Opinion: Free Speech Stifled, Let’s Have Open Dialogue About Israel And Palestine

Notice of the panel on BC's website./Courtesy of Vanguard staff

By Vanguard Staff

 

   A group of Brooklyn College faculty organized a panel called “Campus Conversations: Faculty Panel on the Situation in Gaza and Israel” on Tuesday, Nov. 7. The panel, which was advertised on Brooklyn College’s website, was meant to “[communicate] and [forge] resilient connections with each other [which] is what will hold our campus community together in times of crisis.” What it did instead was stifle free speech.

   Upon entering the panel held at the Woody Tanger Auditorium in the library, Vanguard staff, along with the rest of the attendees, were handed a piece of paper called “Community Guidelines” that outlined rules about the event. The most troubling stipulation listed was: “Please do not record either video or audio of this conversation […] Context matters and we ask that you respect the context of this conversation being one between only those of us here today.”

   How can you invite the entire BC campus community to a conversation, hold the event in a full auditorium, and then hand attendees a piece of paper limiting the conversation to those present? Context does indeed matter, but you cannot keep something to a room and expect that everything will always be perfectly contextualized within, and outside, of that space. Holding conversation to that standard effectively prohibits it entirely.

   The panelists elected themselves to speak in front of 50-plus people publicly they accepted any risk of retaliation, and their ideas were “leaked” anyway as students discussed the professors’ ideas after the event. Additionally, here at The Vanguard, we have made it explicitly clear that we would not be using the names of students who wished to remain anonymous in our reportage of Israel and Palestine in order to avoid doxxing – the publishing of identifiable personal information online – and being singled out by peers and faculty, making retaliation against students impossible.

   The questions purported in the “Community Guidelines” included, “How do we create space for everyone to discuss these matters on our campus?” and “How do we create and maintain community?” This panel was the exact opposite of trying to create space and community. Space cannot be created and discussions cannot be held if “everyone” cannot be involved. Therefore, maintaining and creating community is far from being realized if we cannot trust one another to openly talk about it. The ethos of the “right here, right now” is inapplicable to a conversation that does not end right when the event does.

   Vanguard staff went ahead and recorded the audio of the entire panel, all 90 minutes of it, and we could still write an article about it. If there are future “Campus Conversations,” we will go ahead and record those, as well. As journalists, it is our duty to report on what happens at events so that the campus community can be better informed about their surroundings, and we will not be stifled in expressing our basic right to free speech.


=== EXERCISE GOAL ===
The expected output is exactly the lines below, starting at the line with "has height=640, width=1405." and ending at the line with "The width and height of the screenshot is (951, 422).", both included; no other line belongs in it.

SOURCE RECORDS section start

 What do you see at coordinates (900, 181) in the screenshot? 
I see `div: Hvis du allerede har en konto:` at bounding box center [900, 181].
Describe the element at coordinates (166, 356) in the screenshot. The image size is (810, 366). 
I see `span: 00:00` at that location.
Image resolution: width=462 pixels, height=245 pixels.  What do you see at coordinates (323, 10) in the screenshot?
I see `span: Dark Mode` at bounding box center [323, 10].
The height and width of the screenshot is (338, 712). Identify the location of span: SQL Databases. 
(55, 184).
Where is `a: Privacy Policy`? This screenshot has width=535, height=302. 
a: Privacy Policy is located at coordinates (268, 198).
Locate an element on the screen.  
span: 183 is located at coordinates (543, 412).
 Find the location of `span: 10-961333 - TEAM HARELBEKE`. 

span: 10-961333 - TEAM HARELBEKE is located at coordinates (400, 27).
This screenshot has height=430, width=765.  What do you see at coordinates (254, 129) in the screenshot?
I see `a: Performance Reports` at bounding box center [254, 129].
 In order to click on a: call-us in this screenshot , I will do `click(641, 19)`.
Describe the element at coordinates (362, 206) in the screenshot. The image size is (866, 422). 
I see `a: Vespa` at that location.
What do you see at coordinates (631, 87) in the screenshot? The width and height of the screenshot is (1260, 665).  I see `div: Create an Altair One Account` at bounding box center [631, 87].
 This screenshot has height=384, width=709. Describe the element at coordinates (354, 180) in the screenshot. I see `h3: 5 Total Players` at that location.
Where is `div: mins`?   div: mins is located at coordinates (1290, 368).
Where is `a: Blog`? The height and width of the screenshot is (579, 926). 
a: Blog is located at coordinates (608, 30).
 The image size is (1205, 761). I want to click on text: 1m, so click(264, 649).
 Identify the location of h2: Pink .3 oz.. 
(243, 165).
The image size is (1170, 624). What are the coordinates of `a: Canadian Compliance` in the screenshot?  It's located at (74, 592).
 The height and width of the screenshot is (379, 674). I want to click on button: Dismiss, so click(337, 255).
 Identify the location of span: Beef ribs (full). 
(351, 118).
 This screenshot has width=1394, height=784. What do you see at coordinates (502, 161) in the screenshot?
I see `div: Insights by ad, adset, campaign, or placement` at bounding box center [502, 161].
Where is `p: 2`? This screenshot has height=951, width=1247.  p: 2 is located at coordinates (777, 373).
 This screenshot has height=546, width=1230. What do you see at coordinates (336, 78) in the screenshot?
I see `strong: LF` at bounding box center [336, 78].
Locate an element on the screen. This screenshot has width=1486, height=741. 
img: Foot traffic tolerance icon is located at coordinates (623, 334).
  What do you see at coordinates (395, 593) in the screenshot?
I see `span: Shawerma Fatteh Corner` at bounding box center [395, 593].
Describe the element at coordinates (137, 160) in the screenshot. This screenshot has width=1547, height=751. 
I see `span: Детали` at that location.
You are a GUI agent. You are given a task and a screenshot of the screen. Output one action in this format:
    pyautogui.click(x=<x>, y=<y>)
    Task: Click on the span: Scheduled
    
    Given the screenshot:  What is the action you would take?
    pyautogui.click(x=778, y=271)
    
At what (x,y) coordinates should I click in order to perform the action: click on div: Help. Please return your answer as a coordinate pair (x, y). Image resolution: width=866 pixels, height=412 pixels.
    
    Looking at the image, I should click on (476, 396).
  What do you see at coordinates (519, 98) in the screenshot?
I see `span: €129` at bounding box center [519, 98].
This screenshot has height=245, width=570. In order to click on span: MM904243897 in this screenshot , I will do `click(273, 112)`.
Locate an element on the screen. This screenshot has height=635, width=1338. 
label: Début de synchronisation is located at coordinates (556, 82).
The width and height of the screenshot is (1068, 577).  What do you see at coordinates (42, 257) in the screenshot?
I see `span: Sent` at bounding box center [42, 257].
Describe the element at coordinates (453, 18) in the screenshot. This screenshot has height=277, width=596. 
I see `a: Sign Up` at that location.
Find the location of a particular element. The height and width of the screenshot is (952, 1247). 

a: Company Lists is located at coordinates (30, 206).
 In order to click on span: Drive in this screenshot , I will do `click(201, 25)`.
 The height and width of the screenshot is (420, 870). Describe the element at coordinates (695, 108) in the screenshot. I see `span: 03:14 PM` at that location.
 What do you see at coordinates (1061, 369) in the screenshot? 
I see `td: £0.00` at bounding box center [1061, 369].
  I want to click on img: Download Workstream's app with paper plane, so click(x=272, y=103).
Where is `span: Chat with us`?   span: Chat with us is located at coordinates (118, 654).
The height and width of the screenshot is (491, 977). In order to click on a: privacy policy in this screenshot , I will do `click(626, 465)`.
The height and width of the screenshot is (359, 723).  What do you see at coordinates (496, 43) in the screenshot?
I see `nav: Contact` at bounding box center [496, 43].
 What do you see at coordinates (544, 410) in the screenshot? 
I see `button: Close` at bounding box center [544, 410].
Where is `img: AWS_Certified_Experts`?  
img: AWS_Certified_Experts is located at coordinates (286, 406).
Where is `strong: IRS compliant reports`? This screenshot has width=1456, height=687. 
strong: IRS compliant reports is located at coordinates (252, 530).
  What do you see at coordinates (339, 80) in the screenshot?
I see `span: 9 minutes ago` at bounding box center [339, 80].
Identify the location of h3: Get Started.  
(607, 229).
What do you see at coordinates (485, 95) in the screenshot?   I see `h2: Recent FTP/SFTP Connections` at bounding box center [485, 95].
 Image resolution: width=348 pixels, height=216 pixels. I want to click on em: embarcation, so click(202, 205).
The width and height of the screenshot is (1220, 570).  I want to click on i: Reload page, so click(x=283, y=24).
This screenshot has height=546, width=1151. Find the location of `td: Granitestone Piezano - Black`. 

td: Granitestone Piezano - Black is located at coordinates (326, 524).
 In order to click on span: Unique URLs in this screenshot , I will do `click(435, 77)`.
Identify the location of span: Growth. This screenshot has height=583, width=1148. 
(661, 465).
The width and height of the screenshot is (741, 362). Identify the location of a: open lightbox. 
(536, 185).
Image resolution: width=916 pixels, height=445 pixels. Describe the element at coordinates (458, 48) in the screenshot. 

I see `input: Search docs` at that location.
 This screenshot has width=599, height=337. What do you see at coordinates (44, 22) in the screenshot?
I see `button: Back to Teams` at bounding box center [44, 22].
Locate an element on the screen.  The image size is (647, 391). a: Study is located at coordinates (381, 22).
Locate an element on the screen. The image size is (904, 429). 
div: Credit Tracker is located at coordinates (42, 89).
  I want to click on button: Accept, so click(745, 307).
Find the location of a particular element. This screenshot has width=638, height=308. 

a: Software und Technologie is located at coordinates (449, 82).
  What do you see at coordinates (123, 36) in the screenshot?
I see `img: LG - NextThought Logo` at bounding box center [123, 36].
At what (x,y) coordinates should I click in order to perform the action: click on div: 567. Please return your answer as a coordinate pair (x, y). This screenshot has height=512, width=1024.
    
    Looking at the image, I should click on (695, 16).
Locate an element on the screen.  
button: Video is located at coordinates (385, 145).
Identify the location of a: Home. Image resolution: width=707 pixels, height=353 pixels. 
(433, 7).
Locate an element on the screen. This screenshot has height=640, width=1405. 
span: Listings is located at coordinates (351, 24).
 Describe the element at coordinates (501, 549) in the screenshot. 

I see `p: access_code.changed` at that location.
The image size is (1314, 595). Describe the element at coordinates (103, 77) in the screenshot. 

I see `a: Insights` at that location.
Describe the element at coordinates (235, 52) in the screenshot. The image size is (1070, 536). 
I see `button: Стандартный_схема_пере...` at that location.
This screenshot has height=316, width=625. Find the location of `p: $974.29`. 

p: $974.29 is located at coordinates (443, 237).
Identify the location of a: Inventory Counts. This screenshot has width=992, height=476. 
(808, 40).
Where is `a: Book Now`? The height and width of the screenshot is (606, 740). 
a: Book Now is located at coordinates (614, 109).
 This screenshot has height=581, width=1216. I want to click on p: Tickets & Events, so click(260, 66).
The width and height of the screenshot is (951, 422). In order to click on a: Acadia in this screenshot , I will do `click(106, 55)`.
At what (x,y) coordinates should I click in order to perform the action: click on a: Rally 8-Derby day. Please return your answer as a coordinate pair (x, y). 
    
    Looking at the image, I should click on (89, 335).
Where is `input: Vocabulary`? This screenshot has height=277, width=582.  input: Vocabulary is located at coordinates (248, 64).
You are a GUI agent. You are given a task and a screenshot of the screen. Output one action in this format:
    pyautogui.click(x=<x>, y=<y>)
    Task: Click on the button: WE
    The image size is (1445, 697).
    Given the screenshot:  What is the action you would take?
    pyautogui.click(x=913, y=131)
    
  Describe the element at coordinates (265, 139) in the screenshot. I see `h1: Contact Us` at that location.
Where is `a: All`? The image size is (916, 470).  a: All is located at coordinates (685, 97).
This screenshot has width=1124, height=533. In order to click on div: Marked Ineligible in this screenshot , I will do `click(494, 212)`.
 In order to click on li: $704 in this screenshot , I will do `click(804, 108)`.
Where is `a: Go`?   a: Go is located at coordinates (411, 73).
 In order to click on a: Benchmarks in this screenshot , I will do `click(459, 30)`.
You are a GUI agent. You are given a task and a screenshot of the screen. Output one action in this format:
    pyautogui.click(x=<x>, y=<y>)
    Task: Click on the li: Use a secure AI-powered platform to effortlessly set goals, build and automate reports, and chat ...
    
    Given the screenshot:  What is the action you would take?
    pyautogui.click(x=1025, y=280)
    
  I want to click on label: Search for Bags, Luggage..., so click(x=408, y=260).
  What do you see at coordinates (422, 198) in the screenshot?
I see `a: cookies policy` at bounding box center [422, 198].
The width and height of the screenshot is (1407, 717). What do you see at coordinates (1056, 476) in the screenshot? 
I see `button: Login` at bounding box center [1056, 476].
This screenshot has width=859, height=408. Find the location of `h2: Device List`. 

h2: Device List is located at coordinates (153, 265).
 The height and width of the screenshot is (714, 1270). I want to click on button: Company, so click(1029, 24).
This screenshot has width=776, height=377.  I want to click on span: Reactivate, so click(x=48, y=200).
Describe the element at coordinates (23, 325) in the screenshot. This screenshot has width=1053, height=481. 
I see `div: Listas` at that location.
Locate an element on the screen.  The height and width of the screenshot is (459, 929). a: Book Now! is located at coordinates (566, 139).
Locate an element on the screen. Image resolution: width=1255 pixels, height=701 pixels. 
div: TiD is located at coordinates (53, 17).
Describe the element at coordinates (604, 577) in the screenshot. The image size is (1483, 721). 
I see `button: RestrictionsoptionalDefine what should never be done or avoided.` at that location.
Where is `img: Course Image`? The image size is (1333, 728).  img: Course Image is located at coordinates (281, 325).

SOURCE RECORDS section end

=== ANSWER AREA ===
Locate an element on the screen. This screenshot has height=640, width=1405. 
span: Listings is located at coordinates (351, 24).
 Describe the element at coordinates (501, 549) in the screenshot. 

I see `p: access_code.changed` at that location.
The image size is (1314, 595). Describe the element at coordinates (103, 77) in the screenshot. 

I see `a: Insights` at that location.
Describe the element at coordinates (235, 52) in the screenshot. The image size is (1070, 536). 
I see `button: Стандартный_схема_пере...` at that location.
This screenshot has height=316, width=625. Find the location of `p: $974.29`. 

p: $974.29 is located at coordinates (443, 237).
Identify the location of a: Inventory Counts. This screenshot has width=992, height=476. 
(808, 40).
Where is `a: Book Now`? The height and width of the screenshot is (606, 740). 
a: Book Now is located at coordinates (614, 109).
 This screenshot has height=581, width=1216. I want to click on p: Tickets & Events, so click(260, 66).
The width and height of the screenshot is (951, 422). In order to click on a: Acadia in this screenshot , I will do `click(106, 55)`.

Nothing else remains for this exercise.